4. Troubleshooting for Mismatch Issues
Troubleshoot with the principle of adjusting speed first, pressure second; single parameter adjustment range ≤10%:
Short shot: Increase pressure by 5%-10% first, then slightly raise speed; lower speed and raise pressure at resistance points for complex molds.
Flash: Reduce speed by 10%-20% first, then lower pressure; adjust stage 1 parameters alone for gate flash.
Obvious weld lines: Increase stage 2 speed for rapid melt convergence, supplement pressure and raise material/mold temperature.
Bubbles/silver streaks: Reduce stage 2 speed for smooth gas exhaust, lower pressure and optimize mold exhaust slots.
High internal stress/cracking: Reduce full-stage speed by 20%-30%, lower pressure and extend pressure holding switch time.
Gate yellowing/brittleness: Reduce stage 1 speed and pressure, enlarge gate size to reduce shear force.
Cavity end voids/sink marks: Increase stage 3 pressure, slightly raise speed and optimize pressure holding parameters.

5. Standard Debugging Steps
Basic parameter setting: Set material barrel/mold temperature by raw materials, lock mold force with 10%-20% reserve to avoid flash.
Initial speed gradient: Set 3-stage speed as 10%-30%, 40%-70%, 10%-30% of rated speed (slow-medium-slow).

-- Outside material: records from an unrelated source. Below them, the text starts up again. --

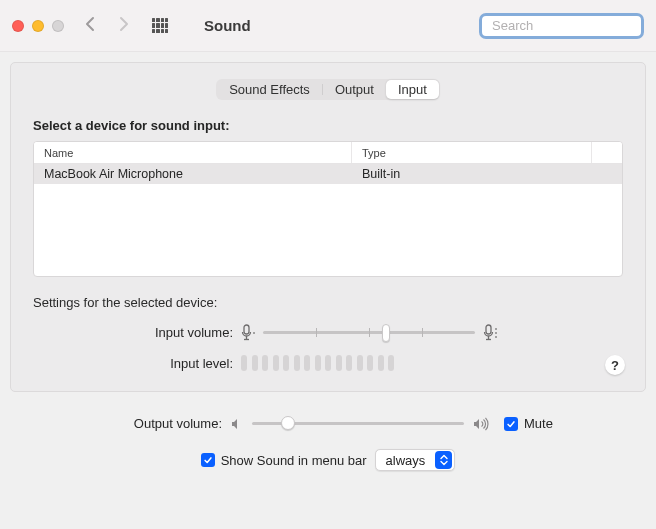 This screenshot has height=529, width=656. What do you see at coordinates (472, 152) in the screenshot?
I see `col-header-type: Type` at bounding box center [472, 152].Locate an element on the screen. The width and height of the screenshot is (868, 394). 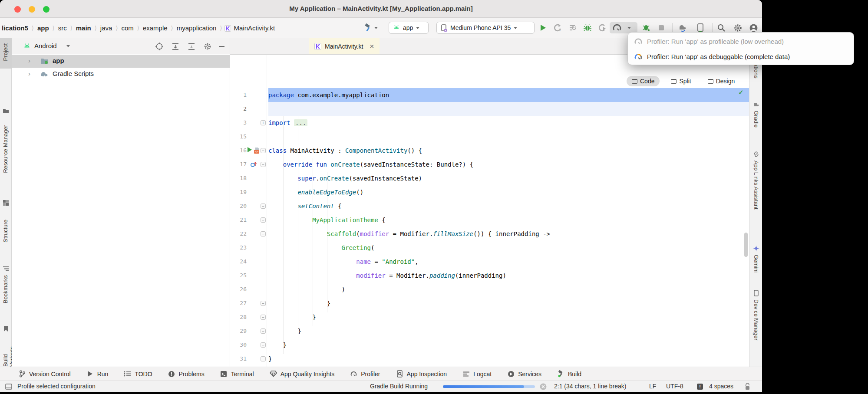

Match basic pressure: Allocate the minimum effective pressure for each stage to ensure smooth melt flow at set speed.
Test and fine-tune: Observe product defects after trial molding, fine-tune by the principle of speed first then pressure, single segment first then adjacent segments.
Record and file: Document pressure, speed, switching position with raw material, product and mold information for future reference.
In summary, the matching of injection pressure and speed is a dynamic optimization process based on melt filling state. Abandon the misunderstanding of "high pressure and speed for all", and realize stable and efficient filling through graded segmentation and material-mold adaptation. Targeted fine-tuning by actual defects can reduce product defect rate, improve production efficiency and consistency, and reduce equipment energy consumption and mold loss.